UPDATE: All comments from this past week have now been published, along with a new Book o' the Week suggested by Hugh Crawford.
I apologize again for this. Still feeling rather out of it.
I'm behind on comments again—haven't posted Monday's yet—and I had intended getting all caught up today, but I had my booster shot yesterday afternoon and, as several of my friends here also did in the aftermath, I've felt run-down, tired, and faintly nauseous today. Not sick. Just kinda blah. (As I was wracking my brain-pan for the term "run-down," all I could come up with were the words "tepid" and "insipid." The synapses were hardly turning over.) Haven't even spent any time in the pool table shed, which is how you really know when there's something wrong with me.
Anyway: I will attack comments tomorrow and write this week's Friday post(s) on Saturday. That's the plan.
Kind regards,
—Mike, Yr. Temporarily Tepid & Insipid Ed.
Good job getting boosted. I had an insipid day myself, you'll feel better tomorrow.
Posted by: SteveW | Thursday, 20 January 2022 at 05:54 PM
Amazing how variable responses to the booster shot are. I had no side effects whatever. I still got hit by Omicron - just over with it now. Just a sore throat and a cough, but no worse than a mild bout of winter flu. But at the age of 74, just think how much nastier that might have been if I had not been vaccinated/boosted.
In the UK, you just have to place a request on line, and within 2-3 days you will be mailed a free pack of 7 lateral flow tests. This is one thing the authorities here have got right.
Meanwhile my leisure hours are spent sorting out 20 years' worth of mediocre travel, architectural and landscape photos taken in various parts of the world, trying to find a few true 'keepers', given that most of my photographs are essentially the same photograph composition-wise taken repeatedly in different locations.
Posted by: Timothy Auger | Friday, 21 January 2022 at 04:56 AM
Some people have reactions and some don't. I had to take a nap after my booster but that was the only issue I had. Had to get a root canal this week and the dental assistant said that she was out for five days as it made her so weary. No matter what it is still better than getting Covid.
Why not tell you boss that you need to take a few days off. I am sure that he will understand...
Posted by: Zack S | Friday, 21 January 2022 at 09:31 AM
In this case, I suggest the expression 'out of it'.

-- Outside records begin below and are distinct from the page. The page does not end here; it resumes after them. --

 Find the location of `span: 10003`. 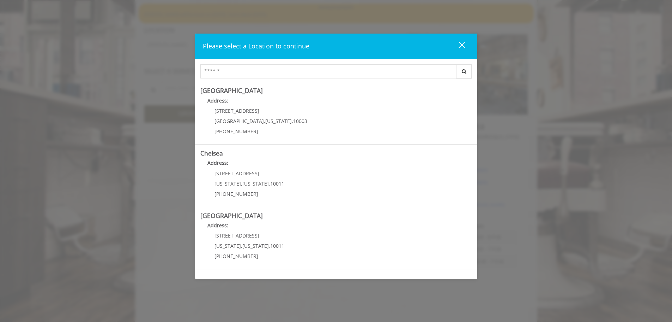

span: 10003 is located at coordinates (300, 121).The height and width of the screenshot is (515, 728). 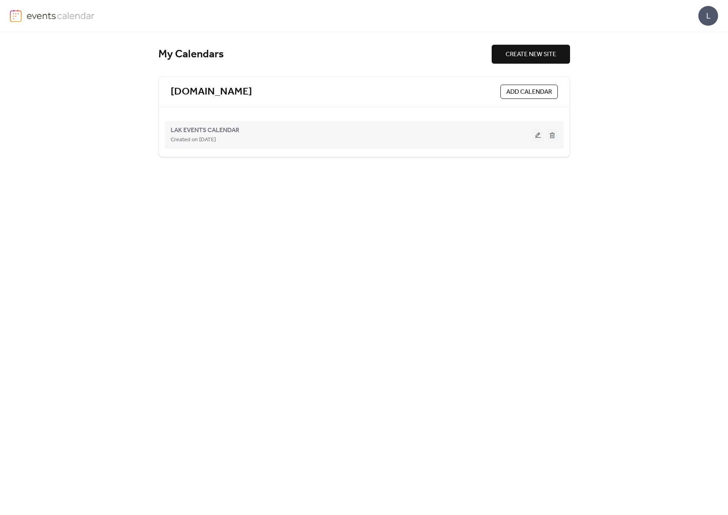 What do you see at coordinates (708, 16) in the screenshot?
I see `div: L` at bounding box center [708, 16].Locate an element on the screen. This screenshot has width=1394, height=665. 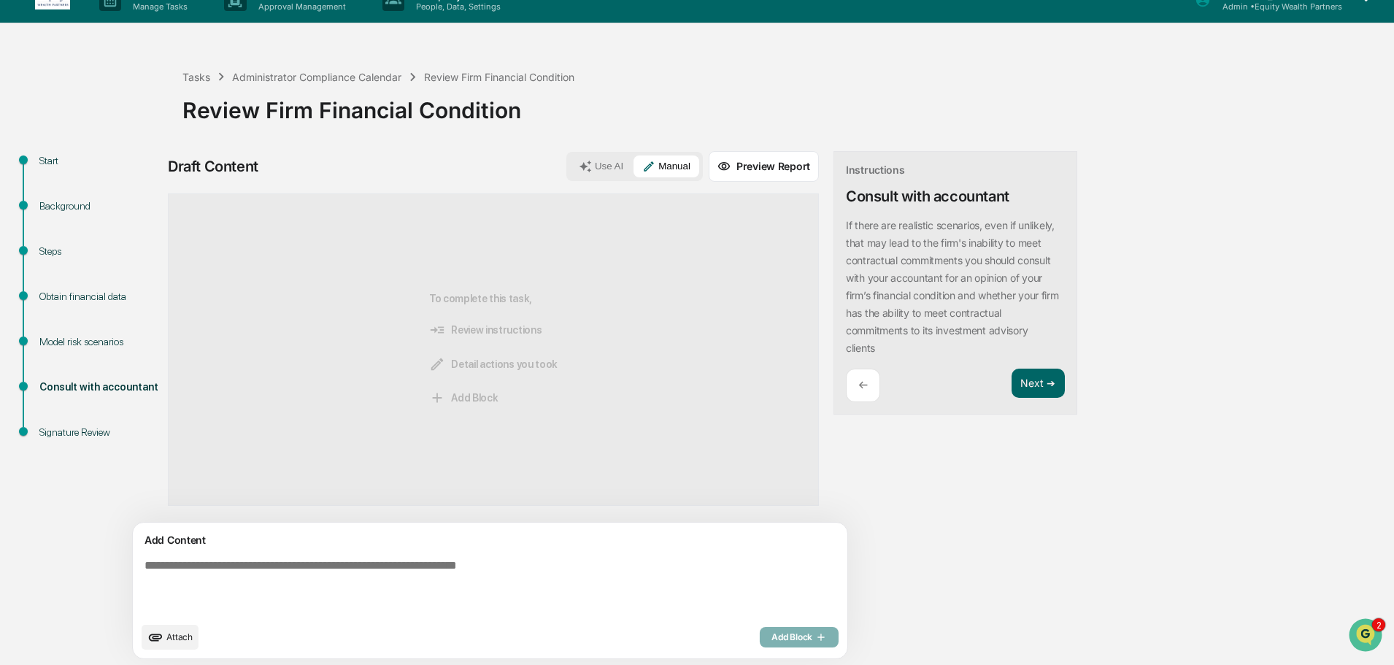
a: 🗄️Attestations is located at coordinates (143, 266).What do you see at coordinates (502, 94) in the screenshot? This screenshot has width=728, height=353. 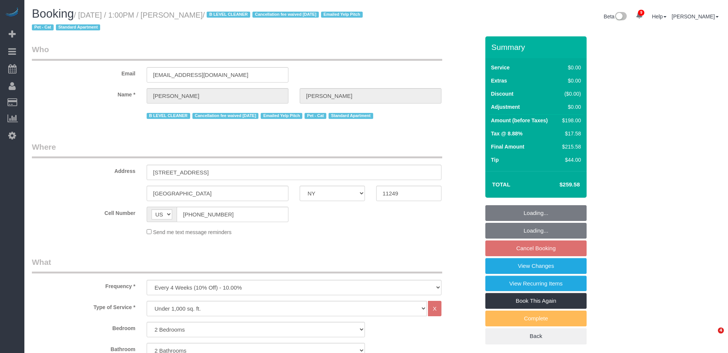 I see `label: Discount` at bounding box center [502, 94].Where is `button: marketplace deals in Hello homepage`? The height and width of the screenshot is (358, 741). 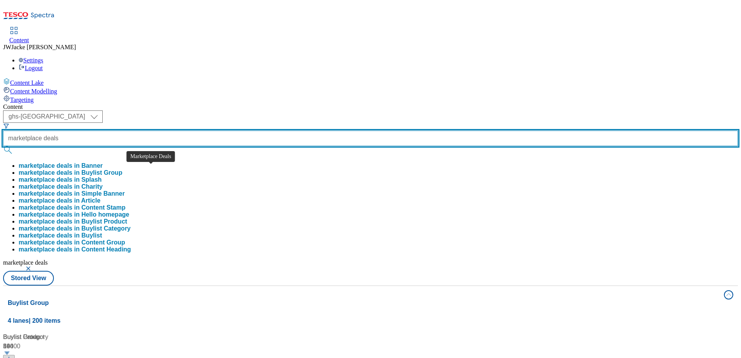 button: marketplace deals in Hello homepage is located at coordinates (74, 215).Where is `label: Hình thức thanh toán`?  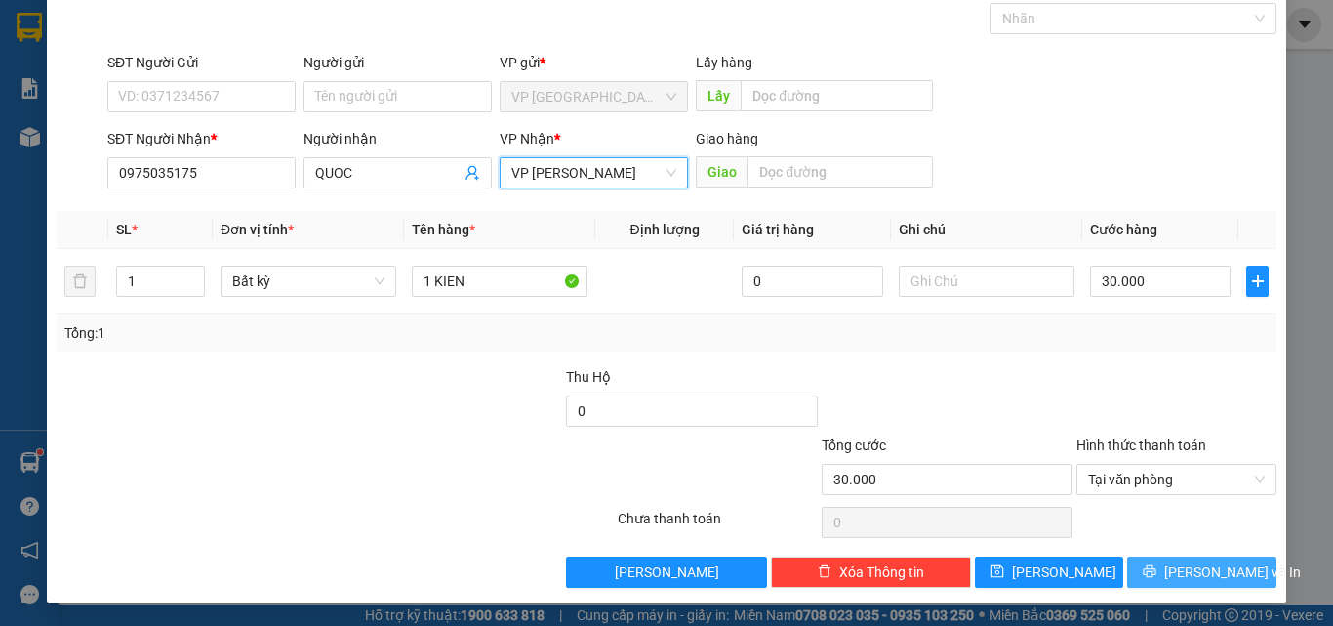
label: Hình thức thanh toán is located at coordinates (1141, 445). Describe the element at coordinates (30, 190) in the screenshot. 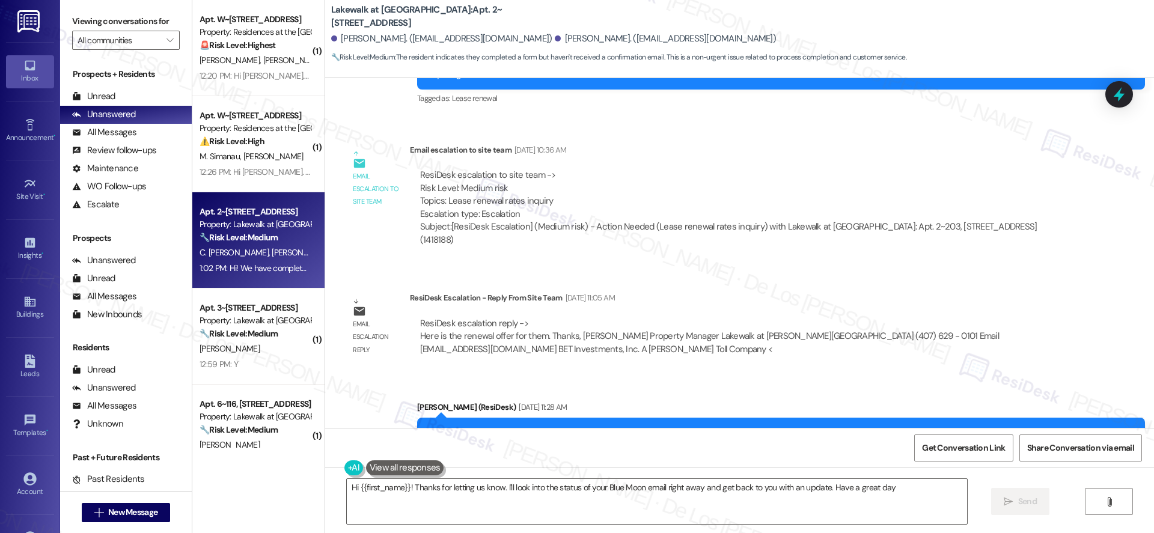

I see `a: Site Visit •` at that location.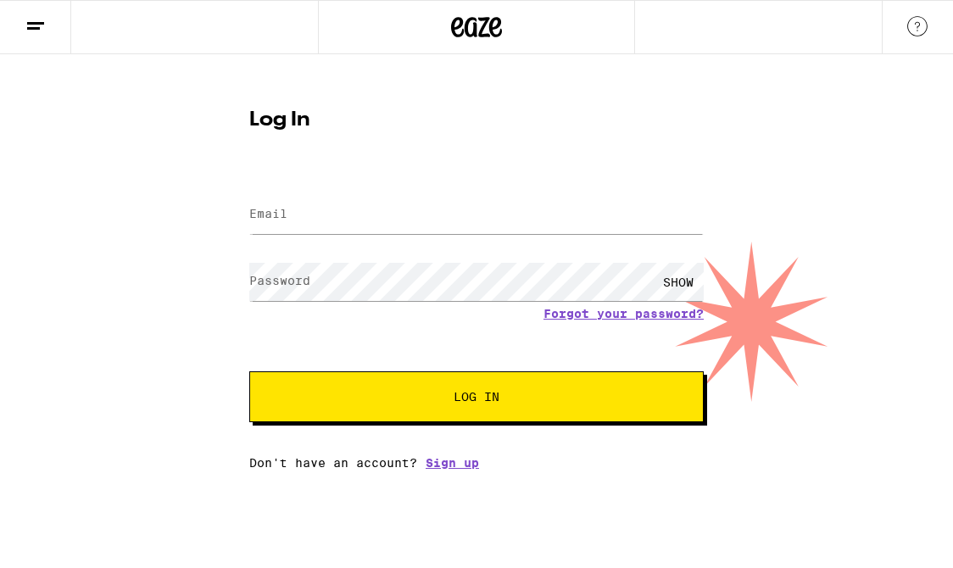  What do you see at coordinates (477, 397) in the screenshot?
I see `span: Log In` at bounding box center [477, 397]. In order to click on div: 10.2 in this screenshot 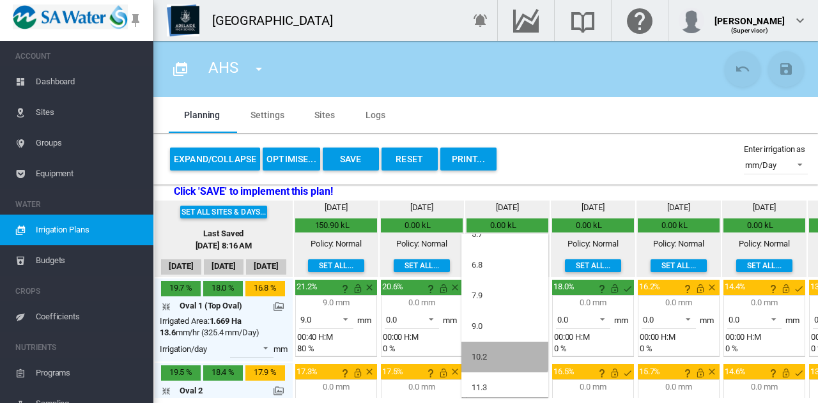, I will do `click(479, 357)`.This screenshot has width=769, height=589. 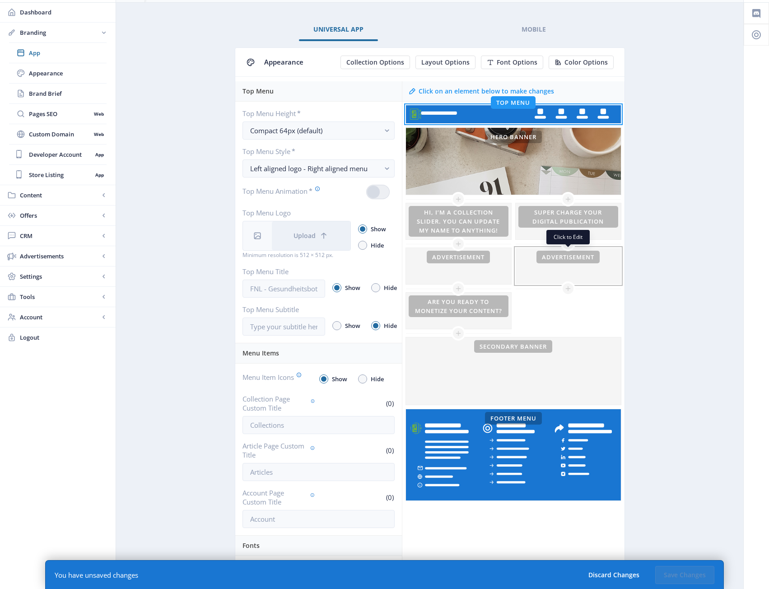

Posted by: Keith B. | Friday, 21 January 2022 at 07:30 PM
I had no reaction to the first. The second I had minor body aches. But I had spent the morning wrestling with the snowblower so aches would have been normal. The tech who gave me the second asked if I'd had any reaction from the first. I told him nothing except the half-dozen backflips I did on the way out of the clinic. No reaction to the booster. The booster knocked my wife on her keister for 24 hours, She says it was worth it.
Posted by: Bill Bresler | Friday, 21 January 2022 at 08:41 PM
Take it easy.
Posted by: Marcelo Guarini | Saturday, 22 January 2022 at 03:06 PM
I’ve had umpteen jabs over the years and never had a reaction other than maybe a little redness at the site. I had no reaction to 2 AstraZeneca jabs but after my 3rd, a Pfizer, I was very fatigued the following day which may, or may not, have been due to the vaccine.
Posted by: Richard Parkin | Sunday, 23 January 2022 at 11:34 AM
All those reactions show your body is producing an immune response - think positive!